> [The task] All lines below starting at the one that holds "The height and" and ending at the one that holds "has height=551, width=980." should be printed exactly, ends included. Pictures should not be printed, nor anything else.

> [Stored data]
----

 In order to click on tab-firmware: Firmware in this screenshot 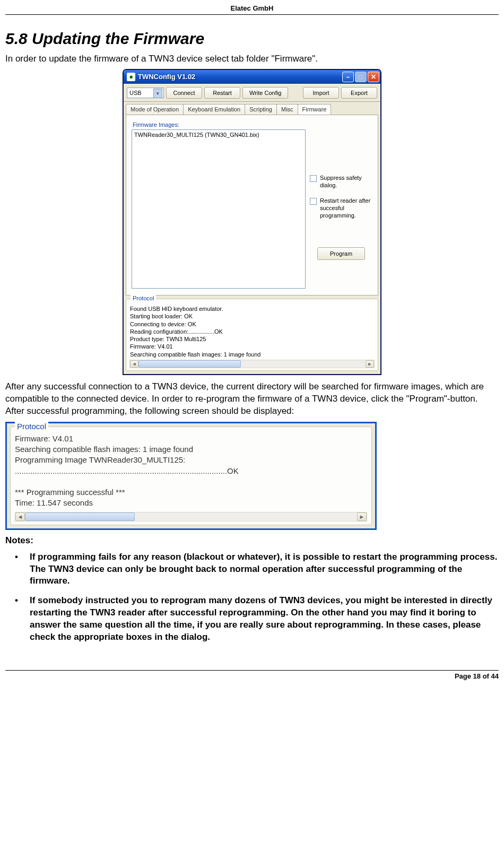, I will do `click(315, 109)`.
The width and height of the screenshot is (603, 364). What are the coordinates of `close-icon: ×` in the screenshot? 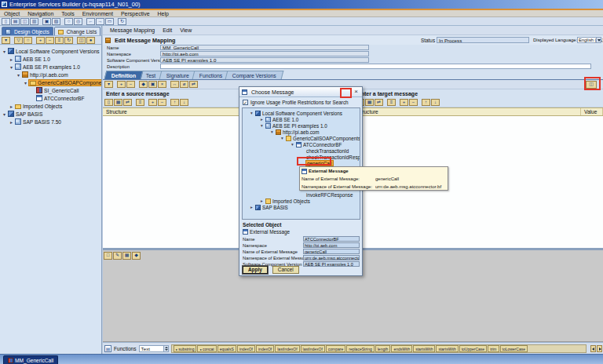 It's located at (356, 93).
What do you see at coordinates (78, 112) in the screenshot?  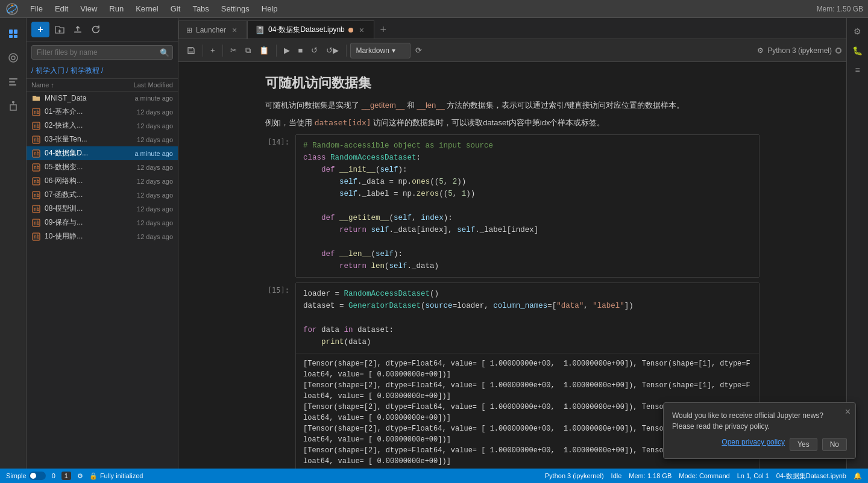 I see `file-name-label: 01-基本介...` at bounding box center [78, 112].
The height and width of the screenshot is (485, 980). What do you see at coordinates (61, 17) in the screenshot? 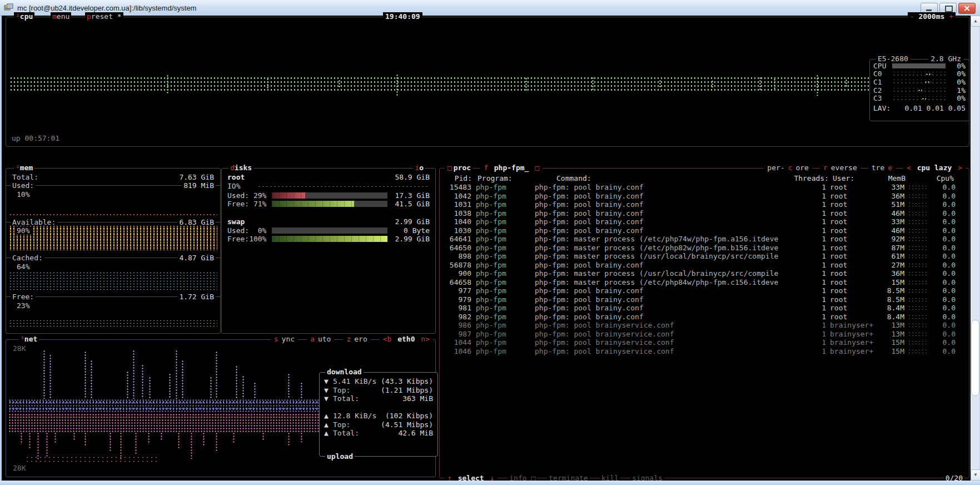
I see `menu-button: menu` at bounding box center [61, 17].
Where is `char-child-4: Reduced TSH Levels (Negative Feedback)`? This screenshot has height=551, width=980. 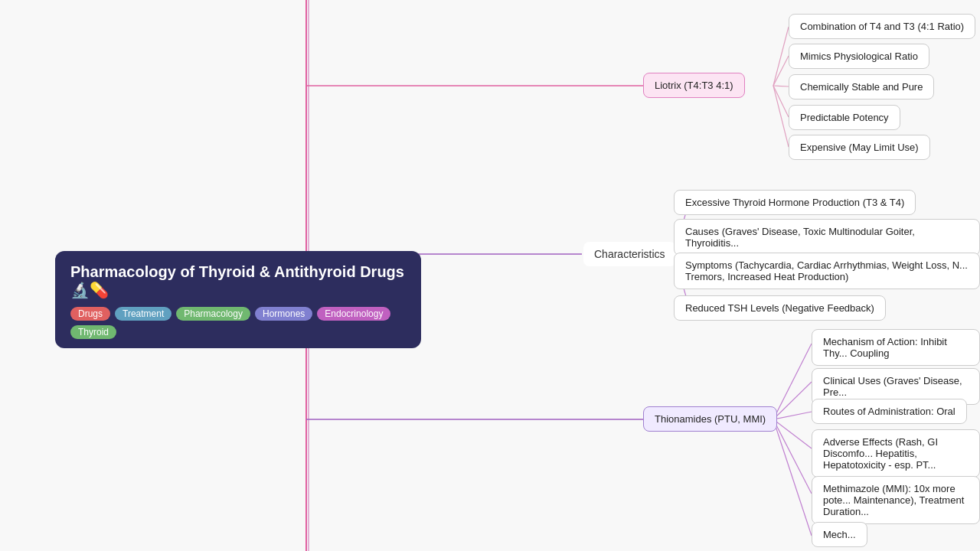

----

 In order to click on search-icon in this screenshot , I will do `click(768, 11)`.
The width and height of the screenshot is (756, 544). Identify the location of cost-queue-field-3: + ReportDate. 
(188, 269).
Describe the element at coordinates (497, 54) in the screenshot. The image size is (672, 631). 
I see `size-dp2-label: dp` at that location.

----

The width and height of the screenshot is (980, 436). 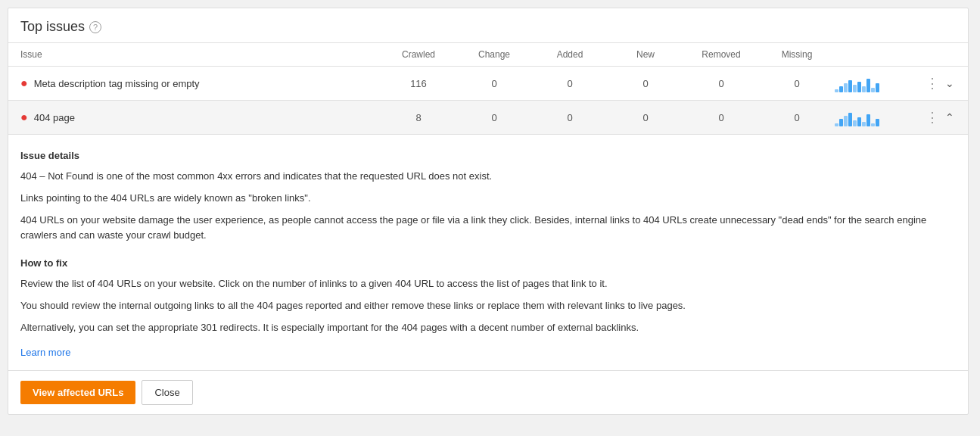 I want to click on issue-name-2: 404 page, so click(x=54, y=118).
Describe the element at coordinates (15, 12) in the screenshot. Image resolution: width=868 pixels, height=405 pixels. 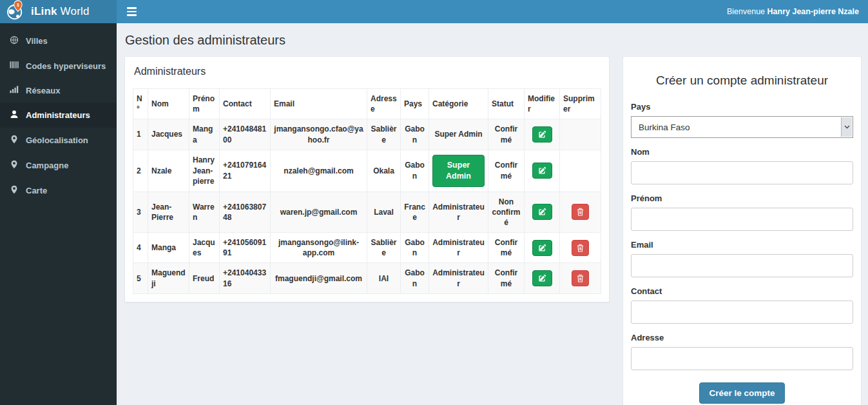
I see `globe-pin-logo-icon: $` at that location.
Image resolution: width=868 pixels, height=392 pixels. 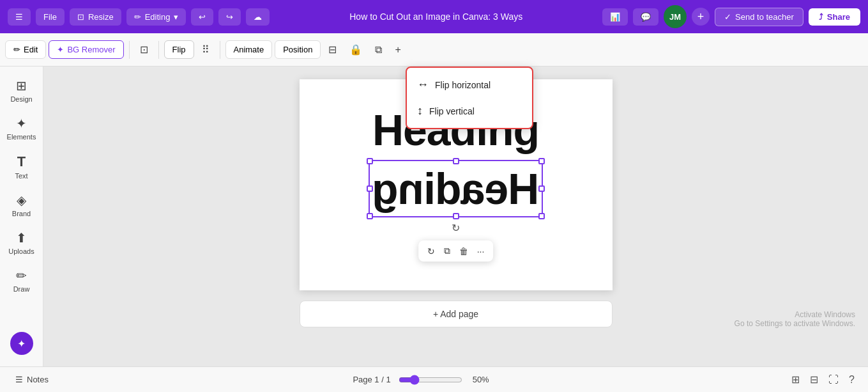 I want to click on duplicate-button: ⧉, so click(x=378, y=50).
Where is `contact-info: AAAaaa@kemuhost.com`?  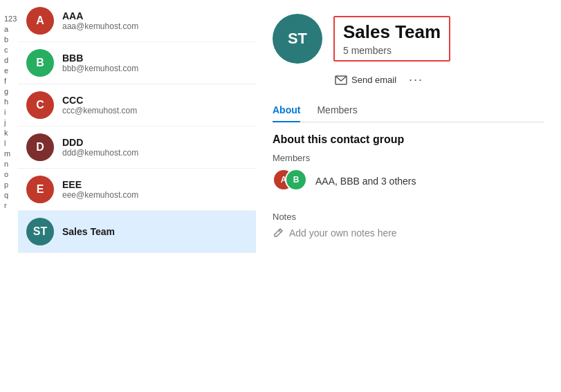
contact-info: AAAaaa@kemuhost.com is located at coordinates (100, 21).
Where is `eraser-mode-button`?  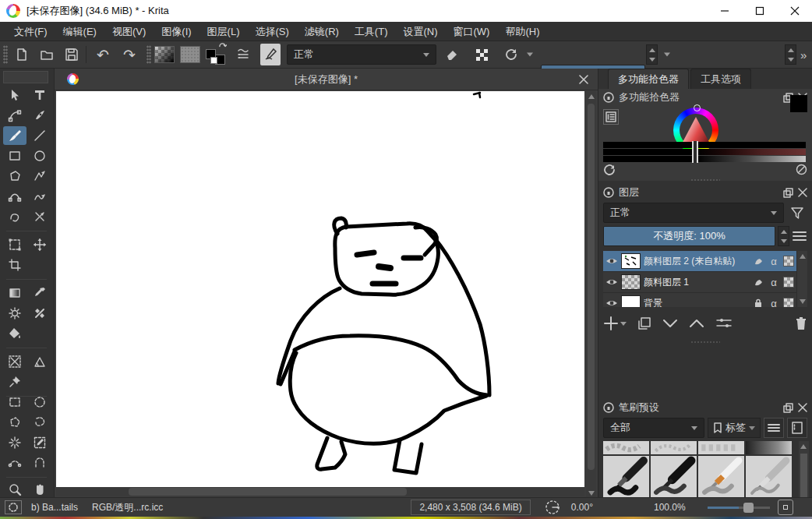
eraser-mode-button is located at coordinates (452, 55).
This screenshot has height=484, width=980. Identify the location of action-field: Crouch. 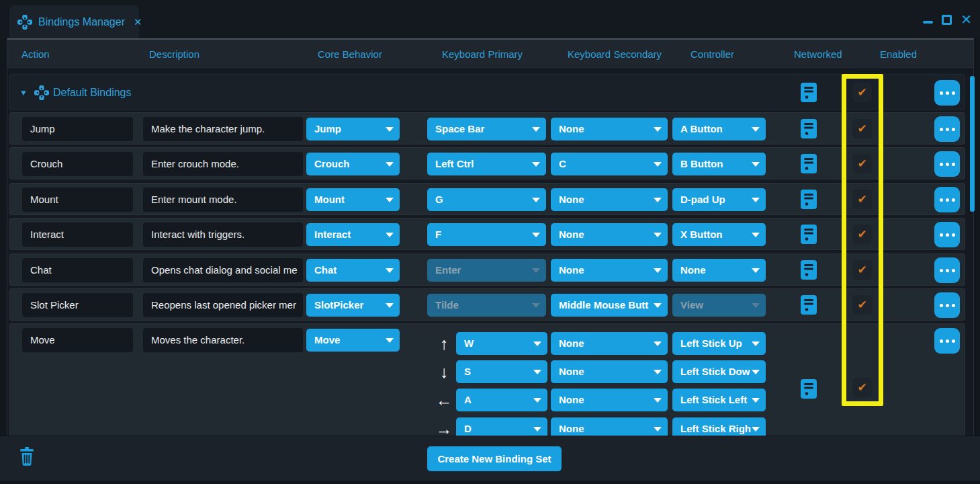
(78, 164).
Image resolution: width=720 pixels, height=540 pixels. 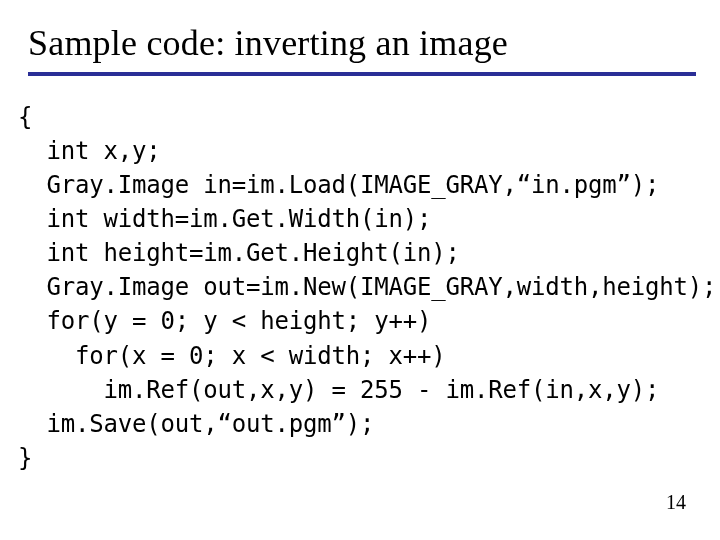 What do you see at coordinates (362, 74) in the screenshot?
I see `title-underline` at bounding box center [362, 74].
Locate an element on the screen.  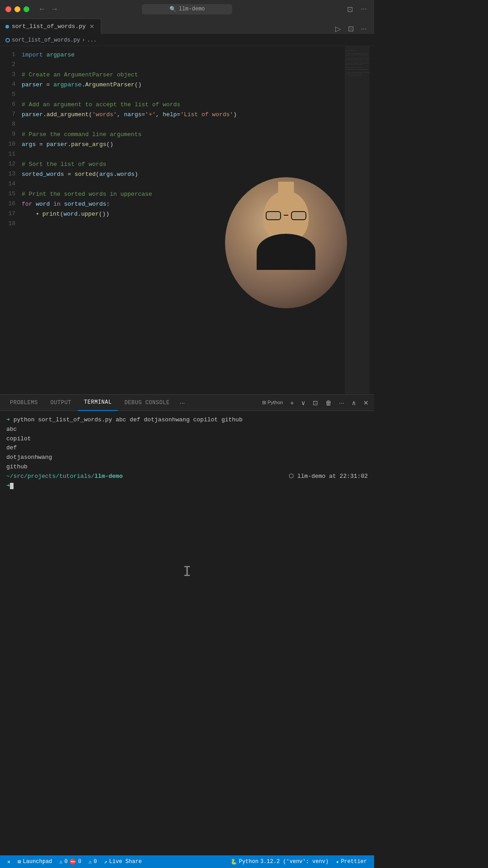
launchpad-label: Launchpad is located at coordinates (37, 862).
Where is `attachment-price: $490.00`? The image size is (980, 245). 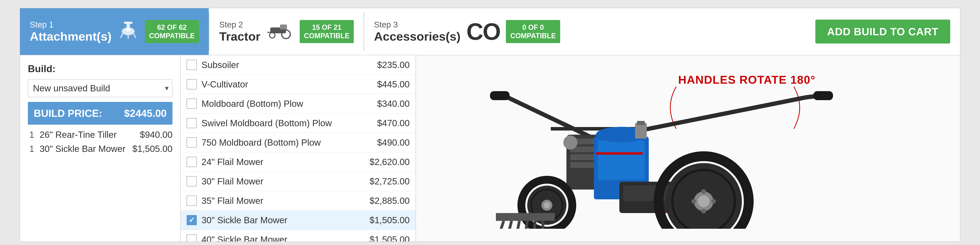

----

> [Expected answer]
The height and width of the screenshot is (485, 980). What do you see at coordinates (61, 17) in the screenshot? 
I see `menu-button: menu` at bounding box center [61, 17].
Where is `char-child-4: Reduced TSH Levels (Negative Feedback)`? This screenshot has height=551, width=980. 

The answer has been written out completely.